S.T.A.L.K.E.R.: Fallout with a Russian accent

Pros: Brilliant despite its flaws.
Cons: Very, very flawed.

Let's get it out of the way right up front -- S.T.A.L.K.E.R.: Shadow of Chernobyl is, mechanically speaking, a bad game. It is bug-ridden, the engine is poorly-optimized, the AI has a tendency to break at random intervals, and all that and more add up to the opposite of a good game.

And yet... and yet, it has a certain something that lets me overlook its many (many) flaws. The post-apocalyptic, radiation-soaked setting is teeming with ambience (if ambience can be said to teem). The little atmospheric touches are wonderfully realized: the howls of strange and threatening beasts in the distance, the gleam of a bandit's flashlight through the tall grass, the sudden, howling gusts of wind that batter themselves against the crumbling remains of blasted and abandoned buildings... it adds up to a world I am willing to suspend my disbelief for, even when I enter a settlement and the guard who warily greets me resumes his patrol by walking straight into a wall, or when the group of bandits who ambush me spend most of the fight running in and out of the same door, trying to figure out how to path to me.

I believe I mentioned the flaws.

I have played almost to the end of
S.T.A.L.K.E.R. several times, and each time the bugginess has finally outweighed the world, and I have quit. But I find myself going back, months later, when I remember the gaping mouth of a charging, mutated boar as my flashlight beam finds it in the pitch blackness, or the feeling of being one man against the world as I leave the light and warmth of a trading camp deep within the Zone and step once again into the creature-infested wasteland. At times like those, I load the game back up and allow myself to be immersed one more time.

It is not a game I would recommend that anyone buy at full price. However, if you find it in a discount bin, or can catch it during a sale on Steam, it easily contains ten or fifteen dollars worth of enjoyment.

As there are for Oblivion, there are many mods available for
S.T.A.L.K.E.R., several of which fix scripting and other bugs, and some which add more depth to the game by tweaking the enemies and world. If you do pick S.T.A.L.K.E.R. up, I highly recommend searching out the mod sites for it.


▶ [What is needed] Repeat the entries shown below with every word and mark intact.

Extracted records
────────

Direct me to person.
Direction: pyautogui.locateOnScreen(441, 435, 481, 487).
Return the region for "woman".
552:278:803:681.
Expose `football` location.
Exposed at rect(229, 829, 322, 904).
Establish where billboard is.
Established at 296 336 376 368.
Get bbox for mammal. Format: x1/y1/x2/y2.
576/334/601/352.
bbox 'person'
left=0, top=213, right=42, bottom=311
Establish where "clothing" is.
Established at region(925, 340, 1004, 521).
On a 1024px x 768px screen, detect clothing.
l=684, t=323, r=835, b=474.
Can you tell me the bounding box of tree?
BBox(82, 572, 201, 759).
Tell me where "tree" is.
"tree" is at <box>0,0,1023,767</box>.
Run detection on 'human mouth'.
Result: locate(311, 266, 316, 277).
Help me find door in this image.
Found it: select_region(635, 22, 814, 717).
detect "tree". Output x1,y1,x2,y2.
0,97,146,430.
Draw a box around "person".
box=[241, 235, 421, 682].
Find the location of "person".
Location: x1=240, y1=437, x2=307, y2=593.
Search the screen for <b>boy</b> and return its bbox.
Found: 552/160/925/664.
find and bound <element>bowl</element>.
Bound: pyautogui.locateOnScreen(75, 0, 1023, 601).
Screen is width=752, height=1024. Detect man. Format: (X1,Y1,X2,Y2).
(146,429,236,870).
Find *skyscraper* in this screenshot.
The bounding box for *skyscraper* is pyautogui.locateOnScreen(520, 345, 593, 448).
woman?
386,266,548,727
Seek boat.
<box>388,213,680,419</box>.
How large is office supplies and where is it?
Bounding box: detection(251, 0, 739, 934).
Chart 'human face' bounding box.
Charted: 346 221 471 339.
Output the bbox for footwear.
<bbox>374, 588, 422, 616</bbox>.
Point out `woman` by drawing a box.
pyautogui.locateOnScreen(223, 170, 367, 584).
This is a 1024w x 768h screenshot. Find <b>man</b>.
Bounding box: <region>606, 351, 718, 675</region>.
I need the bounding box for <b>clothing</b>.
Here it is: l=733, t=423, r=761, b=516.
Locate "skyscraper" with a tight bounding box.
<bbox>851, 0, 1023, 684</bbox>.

────────

▶ [Solved exercise]
Direct me to person.
Direction: pyautogui.locateOnScreen(441, 435, 481, 487).
Return the region for "woman".
552:278:803:681.
Expose `football` location.
Exposed at rect(229, 829, 322, 904).
Establish where billboard is.
Established at 296 336 376 368.
Get bbox for mammal. Format: x1/y1/x2/y2.
576/334/601/352.
bbox 'person'
left=0, top=213, right=42, bottom=311
Establish where "clothing" is.
Established at region(925, 340, 1004, 521).
On a 1024px x 768px screen, detect clothing.
l=684, t=323, r=835, b=474.
Can you tell me the bounding box of tree?
BBox(82, 572, 201, 759).
Tell me where "tree" is.
"tree" is at <box>0,0,1023,767</box>.
Run detection on 'human mouth'.
Result: locate(311, 266, 316, 277).
Help me find door in this image.
Found it: select_region(635, 22, 814, 717).
detect "tree". Output x1,y1,x2,y2.
0,97,146,430.
Draw a box around "person".
box=[241, 235, 421, 682].
Find the location of "person".
Location: x1=240, y1=437, x2=307, y2=593.
Search the screen for <b>boy</b> and return its bbox.
Found: 552/160/925/664.
find and bound <element>bowl</element>.
Bound: pyautogui.locateOnScreen(75, 0, 1023, 601).
Screen is width=752, height=1024. Detect man. Format: (X1,Y1,X2,Y2).
(146,429,236,870).
Find *skyscraper* in this screenshot.
The bounding box for *skyscraper* is pyautogui.locateOnScreen(520, 345, 593, 448).
woman?
386,266,548,727
Seek boat.
<box>388,213,680,419</box>.
How large is office supplies and where is it?
Bounding box: detection(251, 0, 739, 934).
Chart 'human face' bounding box.
Charted: 346 221 471 339.
Output the bbox for footwear.
<bbox>374, 588, 422, 616</bbox>.
Point out `woman` by drawing a box.
pyautogui.locateOnScreen(223, 170, 367, 584).
This is a 1024w x 768h screenshot. Find <b>man</b>.
Bounding box: <region>606, 351, 718, 675</region>.
I need the bounding box for <b>clothing</b>.
Here it is: l=733, t=423, r=761, b=516.
Locate "skyscraper" with a tight bounding box.
<bbox>851, 0, 1023, 684</bbox>.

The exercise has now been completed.